SVM-REF for protein ranking
Support Vector Machine with Recursive Feature Elimination (SVM-REF) was performed to rank the 10 candidate proteins by importance. The algorithm iteratively removed the least significant feature until the top 10 proteins were ranked based on their contribution to SVM classification accuracy.
Intersection analysis
The top 10 proteins from LASSO and SVM-REF were intersected using Venny 2.1. Their diagnostic performance was evaluated via receiver operating characteristic (ROC) curve analysis, with area under the curve (AUC) calculated using the pROC package.
Statistical analysis
Statistical analyses were performed in R (v4.2.1). The Wilcoxon rank-sum test was used to compare protein expression, cell proportions, and pathway enrichment scores between WD and control groups. A two-tailed Student’s t-test was used to compare ELISA results. A p-value < 0.05 was considered statistically significant.
Results
Differential protein analysis between disease and normal samples
Comparative proteomic analysis identified 420 DEPs between WD patients and health controls, including 266 upregulated and 154 downregulated proteins (Figures 1A, B; Supplementary Table S1). Functional enrichment analysis revealed significant activation of inflammatory pathways in upregulated DEPs. KEGG and GO analysis identified enrichment in “regulation of immune system process”, “inflammatory response” and “PI3K signaling pathway” (Figures 1C, E; Supplementary Table S2). Specifically, these processes encompassed “wound healing”, “regulation of coagulation”, “lymphocyte-mediated immunity”, “leukocyte-mediated immunity”, “immune effector process”, “humoral immune response mediated by circulating immunoglobulin”, and “defense response to other organism”. These pathways were closely associated with liver injury observed in WD. Downregulated DEPs were shown in Figures 1D, F (Supplementary Table S3), these proteins were significantly enriched in biological processes related to wound healing, immune responses, cell proliferation, and locomotion, as well as cellular components such as vesicles, membranes, and extracellular matrices. Enriched molecular functions include peptidase activity and cell adhesion molecule binding. Pathway analysis also revealed involvement in autoimmune diseases (e.g., Systemic Lupus Erythematosus), signaling pathways (e.g., RTK PLCG ITPR), and complement cascades.
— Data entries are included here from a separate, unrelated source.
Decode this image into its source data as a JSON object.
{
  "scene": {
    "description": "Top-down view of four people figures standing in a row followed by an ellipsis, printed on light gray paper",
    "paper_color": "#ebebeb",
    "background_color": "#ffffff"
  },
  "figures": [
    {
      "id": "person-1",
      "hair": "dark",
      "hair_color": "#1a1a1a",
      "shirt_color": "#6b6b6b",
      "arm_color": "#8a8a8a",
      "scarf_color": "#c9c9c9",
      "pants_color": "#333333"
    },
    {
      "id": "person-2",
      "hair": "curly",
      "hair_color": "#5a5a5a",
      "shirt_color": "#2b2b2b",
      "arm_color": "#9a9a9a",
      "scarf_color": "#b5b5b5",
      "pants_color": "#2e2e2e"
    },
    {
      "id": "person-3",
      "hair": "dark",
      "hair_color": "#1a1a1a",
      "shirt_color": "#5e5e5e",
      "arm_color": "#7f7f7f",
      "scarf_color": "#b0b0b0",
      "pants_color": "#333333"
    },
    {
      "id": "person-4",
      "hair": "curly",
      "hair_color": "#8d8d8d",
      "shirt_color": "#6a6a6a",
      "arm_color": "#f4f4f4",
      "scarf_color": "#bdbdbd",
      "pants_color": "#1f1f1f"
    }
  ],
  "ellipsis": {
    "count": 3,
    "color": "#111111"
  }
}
Differential protein expression and pathway enrichment between WD patients and controls. (A) Volcano plot showing differentially expressed proteins (DEPs) (adjusted p < 0.05, FC > 1.3 or < 0.769). Red points: upregulated proteins; blue points: downregulated proteins. (B) Heatmap of DEPs (n = 420), clustered by expression pattern across WD patients (n = 20) and controls (n = 10). (C, D) GO enrichment analysis of upregulated (C) and downregulated (D) DEPs, highlighting key biological processes (BP), cellular components (CC), and molecular functions (MF). (E, F) KEGG pathway enrichment of upregulated (E) and downregulated (F) DEPs. Dot size indicates protein count; color gradient reflects p-value significance.
Differential analysis across WD subtypes
We analyzed the DEPs across HS, BS, MS and health normal control (NC) group for the distinct DEP profiles in WD. The results showed that there was the highest variable dominance of up- or downregulated DEPs in the WD subtype groups (NC vs HS, NC vs BS, NC vs MS) (Figures 2A, B), supporting a specific molecular mechanism.
Subtype-specific protein expression and key pathway analysis. (A) Bar chart showing the number of DEPs in hepatic (HS), brain (BS), and mixed (MS) subtypes compared to controls (15), and between subtypes. (B) Heatmap of DEPs among different subtypes. (C) Venn diagram of overlapping DEPs across all subtypes vs. controls, yielding 69 key proteins. (D, E) GO functional enrichment (D) and pathway interaction network (E) of the 69 key proteins, annotated to inflammation, metabolism, and immune response.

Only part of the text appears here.